Pelican - The Fire in Our Throats Will Beckon the Thaw


It's hard to find much to relate to in metal music for me anymore.  It turns out that the problem is mostly the vocals.  They're usually screamed in a manner such that lyrics are rendered useless.  One might argue that the vocals are more of an artistic touch meant to convey a feeling or emotion. Well ok, this can be made to work I'll agree but it becomes hard to beleive that this sort of anger can be sustained, in the singer, much less(more importantly) in the minds of listeners over any period of time(teenagers and psychopaths excluded).  Screaming as an instrument does makes sense to me, very few bands though can pull this off.

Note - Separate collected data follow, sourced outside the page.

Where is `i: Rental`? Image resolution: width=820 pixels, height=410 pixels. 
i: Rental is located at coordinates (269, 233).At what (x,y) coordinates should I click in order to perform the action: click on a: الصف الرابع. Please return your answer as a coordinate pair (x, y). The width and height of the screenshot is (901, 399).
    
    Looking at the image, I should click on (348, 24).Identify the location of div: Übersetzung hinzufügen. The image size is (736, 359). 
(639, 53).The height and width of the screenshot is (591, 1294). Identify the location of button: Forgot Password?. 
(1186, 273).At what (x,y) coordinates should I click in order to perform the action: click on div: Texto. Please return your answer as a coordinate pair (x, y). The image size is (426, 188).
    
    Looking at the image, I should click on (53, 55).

Take the vocals away though and a few things happen.  The focus is taken off the screamer and instrumentation must carry the song along.  Without a vocalist the traditional song structures seem awkward and vestigial.  With the music of midwestern post-metal group Pelican this emphasis is given to the change of movements and the building of melodies, harmonies, and volume.  The songs swell and break almost organically.  

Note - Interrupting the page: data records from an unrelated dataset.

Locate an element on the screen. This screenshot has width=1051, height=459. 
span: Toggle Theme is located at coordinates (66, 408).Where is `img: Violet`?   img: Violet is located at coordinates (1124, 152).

Unlike say jazz though the effect isn't entirely avant garde.  In the absence of lyrics to hold a theme or narrative, the songs retain a sort of cinematic quality.  Bands like Mogwai or Explosions in the Sky have used this to great effect in actually scoring popular films.  Yet without a proper narrative the compostions have to be interpreted though the scant few impressions given by song title, album title, and album art.

With Pelican's The Fire in Our Throats Will Beckon the Thaw the impressions are grand, naturalsitic, time spanning, and represent fantastic and unstoppable forces of nature.  With this in mind the album can play as various narratives.  To me, it's glaciers slowly carving out continents, it's great squids and white whales and mammals coming aground, it's the volcanic birth of islands and mountains.  Its great and powerful forces of nature playing out thier ruthless and unpeopled stories.  

Consider the difficulty of trying to express such a scope verbally, and you'll find that those who try often end up sounding over the top and goofy, where classical intrumentals have succeeded.  Much like the classics it's not just size of your orchestra, but the grace and complexity with  which you can use it.  Fire in our Throats is Pelican's most melodic and complex composition to date, every bit as nuanced as the albums of thier post-rock bretheren mentioned above.  

Nevermind those metal bands who strive for darkness of the industrial, the tribal, the fuedal, and the sacrelige, Pelican is capable of expressing the greatness and complexity of the natural and the primordial which is far more interesting.